Sex Swing

Golden Triangle

Triumphant return for noise rock sextet – perhaps their fleshiest record so far, finds Alex Deller

Sex Swing resurface much like a dubious stain that refuses to be scrubbed from your best pair of trousers. As with said stain, they’re greasy, flaky at the edges and smell a bit funny – gross, yes, but also arousing the aberrant urge to give them a little lick when no one else is looking.

While the degenerate slobbering and globular riffs root them in the same gene pool as Chrome, God Bullies and Butthole Surfers, their ability to artfully slosh together different outlier influences – sludge, psych, post-punk, kosmische, grunge – speaks to compatriots closer to home. Hey Colossus, Gnod and Bloody Head all spring to mind on this front: bands who might wield their sonics differently, but ultimately share the same rogue, wandering spirit. 

The band can deliver killer bass rumbles and dense, wet-sand riffing with the best of ‘em, but this gluey, Melvins-esque heaviness is at its absolute best when drawn endlessly out to the point it begins to warp at the edges.
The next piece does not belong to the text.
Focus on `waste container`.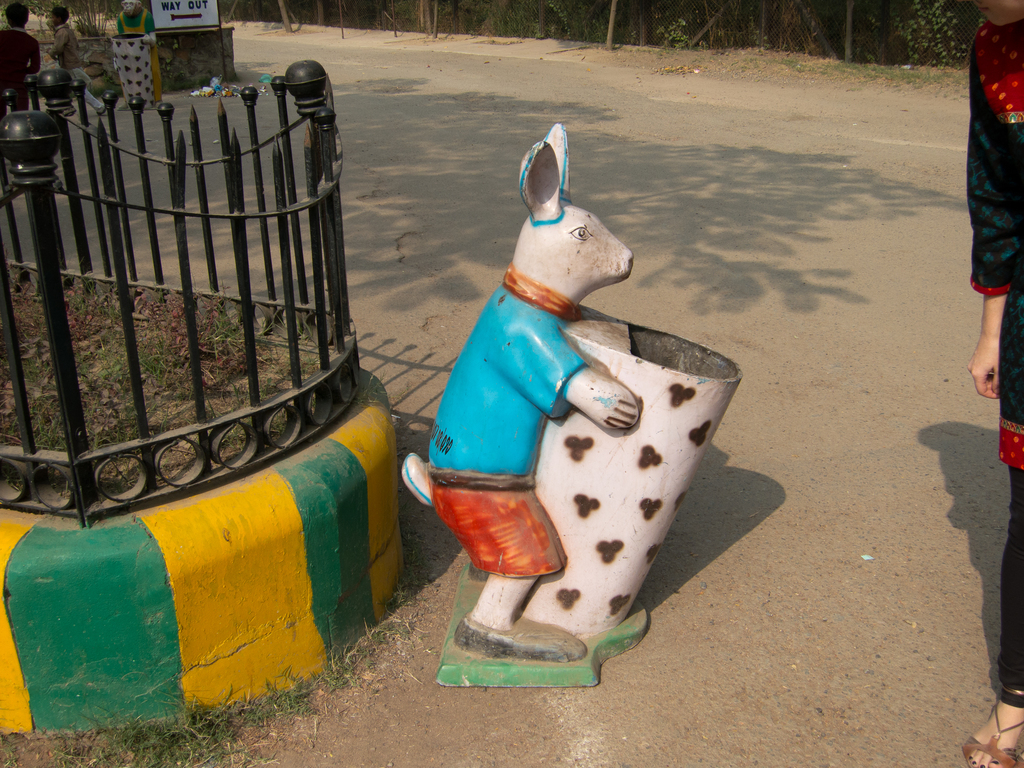
Focused at [397, 122, 742, 689].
Frontman Dan Chandler is core to this, variously sounding incredulous, furious and utterly bewildered as he delivers cracked tales in a mumblefuck manner that mushes together David Eugene Edwards, Mark E. Smith and Don Van Vliet. Saxophonist Colin Webster, meanwhile, serves as the band’s secret weapon, providing everything from Saints-y melody to full-on Fun House meltdowns. 
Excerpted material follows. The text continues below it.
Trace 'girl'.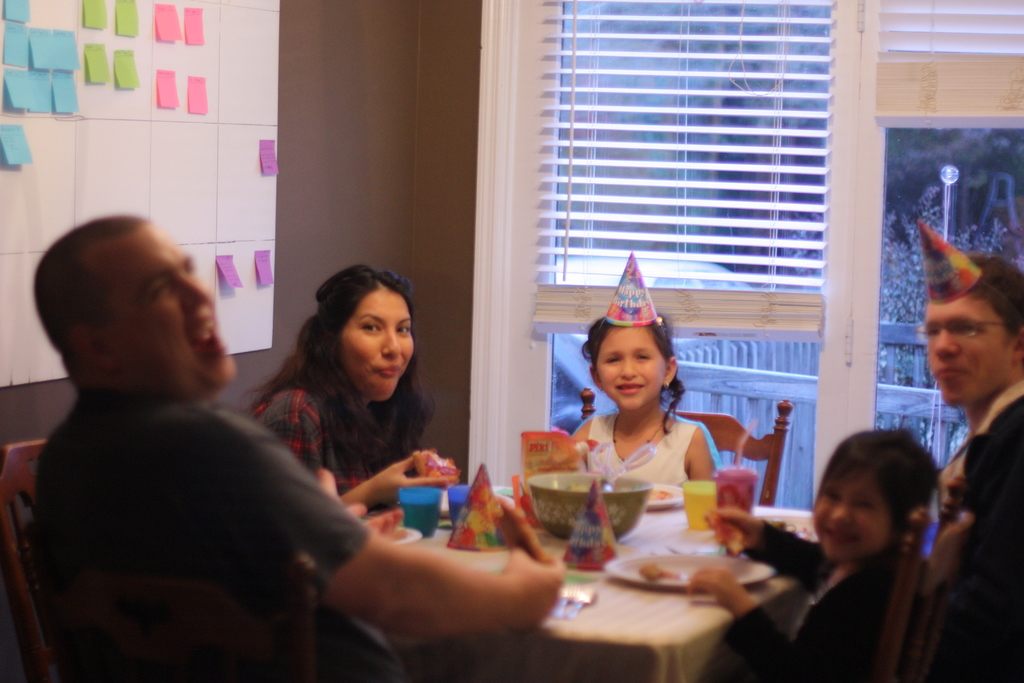
Traced to l=565, t=254, r=725, b=498.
These elements coagulate brilliantly on tracks like ‘Boten, Route 13’, wherein freeform sax wheedle becomes indistinguishable from vocal lines and Chandler’s near-gurgled “La La La La La La La La” comes across like the sneering deconstruction of a prime pop trope. Elsewhere, ‘Special Economic Zone’ sees a tricksy, Botch-esque riff turned into a knuckleheaded, hyper-repetitious workout, while standout track ‘Wild Peacock’ closes the album with a sick-making white-out that feels both endless and resoundingly final. Despite being an album of highlights, Golden Triangle is, more than anything, something to wallow in: a giddy expansion of sound, and a dissolute dissolution of whatever barriers the band hadn’t already trodden down into the muck.